As sisters and princesses, Antigone and Ismene are simultaneously privileged and challenged by ethical demands, and this questioning of the entitlement to and duty towards privilege is part of the unique power of the story cycle.”

On its own merit as a novel with no referential past, The Children of Jocasta is an unusual, sustained read, even though it would benefit from more economy, a finer calibration of the elements, especially a more allusive treatment of both character and situation. There is a waft of Victorian embellishment at times that halts the rhythm and the pace, and takes away from the thrill of its innovation. As a story seeking to be added to a greater tradition, The Children of Jocasta often seems to squabble too much for attention. There are too many easy narrative peaks, Creon emerges as a Richard III character, and, aside from what Haynes calls playing “extremely fast and loose with their story… and [being] equally cavalier with archaeology”, what we particularly miss is the complex problematisation, the hued characterisation and thorny involvement in the characters’ psychology and ethics. We feel deprived of the tragic side of what Yeats called the “triumph of intellect”, or the mystery and pain of Oedipus’ words towards the end of Oedipus at Colonus: “so when I cease to be, then my worth as a man begins.” We long, especially, for the mirror-in-the-mirror images of trauma and drama, as Creon must face the suicide of Eurydice just as Oedipus had to confront the death of Jocasta (Haynes has a different end in store for Eury). As sisters and princesses, Antigone and Ismene are simultaneously privileged and challenged by ethical demands, and this questioning of the entitlement to and duty towards privilege is part of the unique power of the story cycle. Where are the people of Thebes, so crucially visible in their vital importance and human triviality on the Athenian stage as the Chorus? Here they have become a mere offensive, uncomprehending rabble, a pitiful and pitiless kind of mob.

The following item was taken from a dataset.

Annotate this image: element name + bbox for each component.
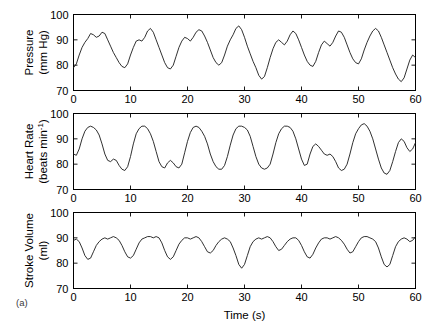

The Theban plays provided a starting point for the Athenians to discuss their polis and their politics, to debate about ethics, right and wrong and justice, about who is human and who or what is divine, to contemplate good and evil, pleasure and hubris. They provided an occasion to lament the wasting of life, to dream of the possibility of a ‘what if?’ happiness. Engaging with ancient writers and texts is above all a humanistic enquiry, empathically attuned to the beauty and the suffering that is human existence. At the end of The Children of Jocasta, even if dazzled by the countless tours de force, we are still left seeking that special kind of beauty and tragic balance afforded by the more elliptical, yet somehow more fulsome tragedians.

 

Natalie_Haynes_290Natalie Haynes is a writer and broadcaster. She is the author of The Amber Fury, which was shortlisted for the Scottish Crime Book of the Year award, and The Ancient Guide to Modern Life. She has written and presented two series of the BBC Radio 4 show Natalie Haynes Stands Up for the Classics. In 2015, she was awarded the Classical Association Prize for her work in bringing Classics to a wider audience. The Children of Jocasta is published by Mantle in hardback and eBook. Read more.
nataliehaynes.com

Author portrait © Dan Mersh

Mika Provata-Carlone is an independent scholar, translator, editor and illustrator, and a contributing editor to Bookanista. She has a doctorate from Princeton University and lives and works in London.